Several dovetailing changes in the retirement plan landscape may stall the rapid growth of the individual retirement account industry.

Broken Retirement Account

Broken retirement nest egg isolated on white

You’ve undoubtedly seen the commercials on TV advising you to take your savings out of your “old” 401(k) and invest in the advertiser’s individual retirement account. Even if you’ve missed these pitches, you may be among the many workplace-savings-plan investors who mistakenly believe that their 401(k) plan assets must be transferred to an IRA account when separating from a former employer. This long-held belief has helped build the IRA market to $6.2 trillion today.

Now, several changes looming on the horizon may stem this steady flow of assets.

Rollovers, along with market appreciation, have long been the primary drivers of IRA growth, reports Cerulli Associates in its U.S. Retirement Markets 2016: Preparing for a New World Post–Conflict of Interest Rule, published in December. The report warns, however, that “heavy reliance on these two components of growth could be problematic for the traditional IRA market in the coming years.”
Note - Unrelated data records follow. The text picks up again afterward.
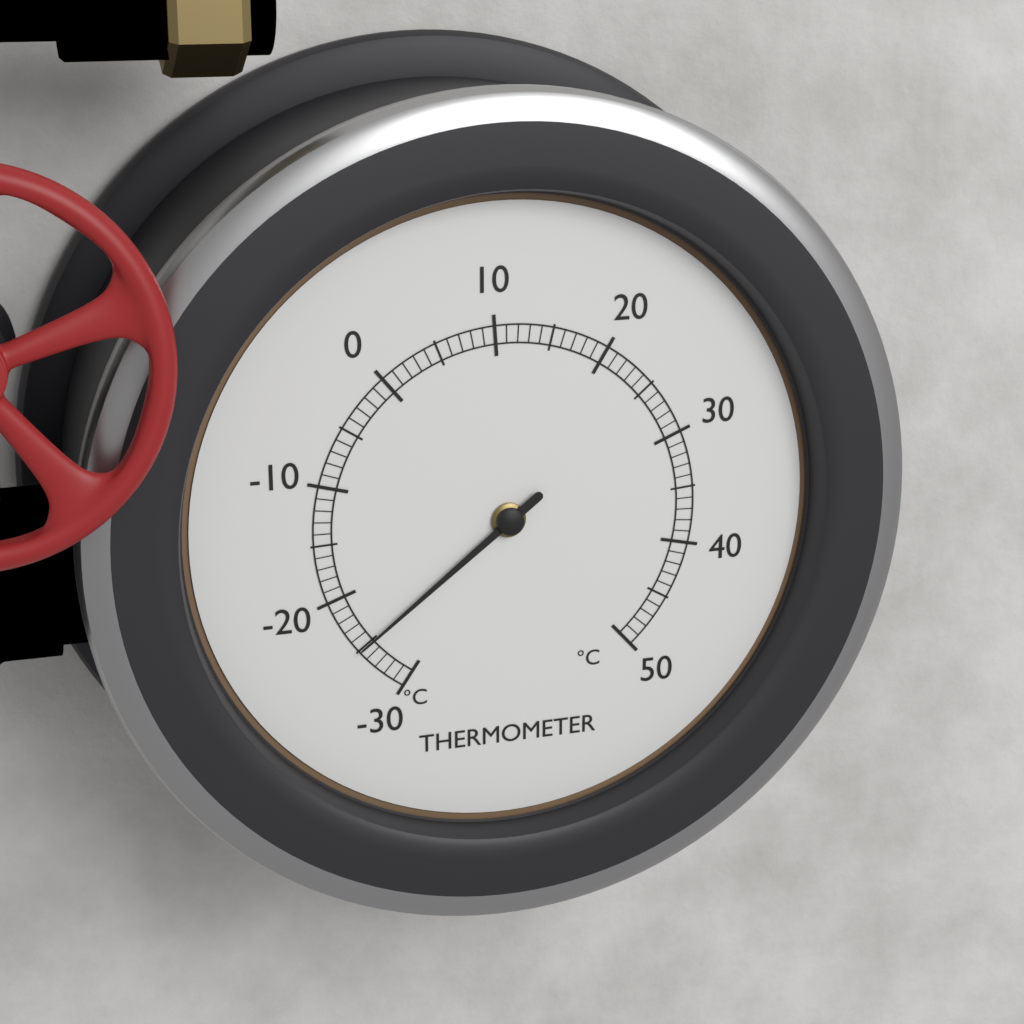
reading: -25 °C
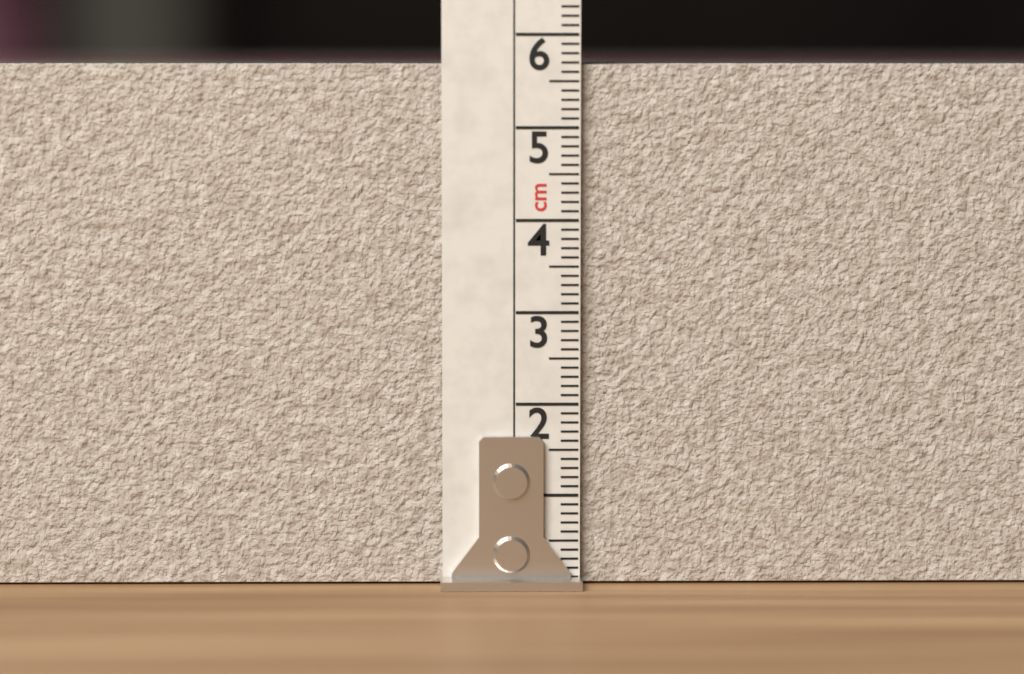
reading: 5.7 cm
The primary factor that could slow IRA rollover growth is the April 10, 2017, start of the Department of Labor’s fiduciary, or conflict of interest, rule. The new rule requires more stringent advice and sales criteria for financial advisers and will affect those who sell commission-based products like those in the TV ads.

But even if the DoL rule is sidelined by the new Trump administration, as some say it will be, there is another change in the workplace retirement savings landscape that will influence IRA growth: the burgeoning growth of lifetime income options, often annuities, incorporated into 401(k) plans.

“If more plan sponsors allow participants to move money into lifetime income, it would curb IRA rollovers,” says Jeffrey Snyder, the national public markets practice leader and recordkeeping expert at Cammack Retirement Group in New York.

Today only 8 percent of 401(k) plan sponsors offer an in-plan annuity or insurance product as part of its fund lineup, reports Aon Hewitt in its 2017 Hot Topics in Retirement and Financial Wellbeing, released this month. Another 3 percent say they are very likely to offer a lifetime income solution this year. That is primarily because plan sponsors want more guidance from the DoL.

But solutions without insurance guarantees are being taken up at a higher rate, says Winfield Evens, director of outsourcing investment strategy at Aon Hewitt, pointing to the 29 percent of sponsors who offer managed accounts with a drawdown feature. A further 10 percent surveyed say they are very likely to offer this plan option.

“If this trend continues, and there is an ongoing adoption of retirement income solutions within 401(k) plans, then we may see a lower percentage of assets going into IRA rollovers than has happened historically,” says Evens.

Sabrina Bailey, head of defined contribution at Northern Trust, offers another factor that may aid 401(k) asset retention: auto-portability or the ability to take your 401(k) assets to your new employer’s plan. A ream of paperwork requirements has until now made it difficult to roll retirement plan assets from one employer’s plan to another as workers change jobs. “It’s a huge paperwork nightmare,” says Bailey. Until now, an IRA rollover has been the easy alternative since IRA salespeople do most of the heavy lifting required in the asset transfer. As auto-portability is adopted by plan sponsors, employees who make frequent job changes will be able to easily take their assets with them.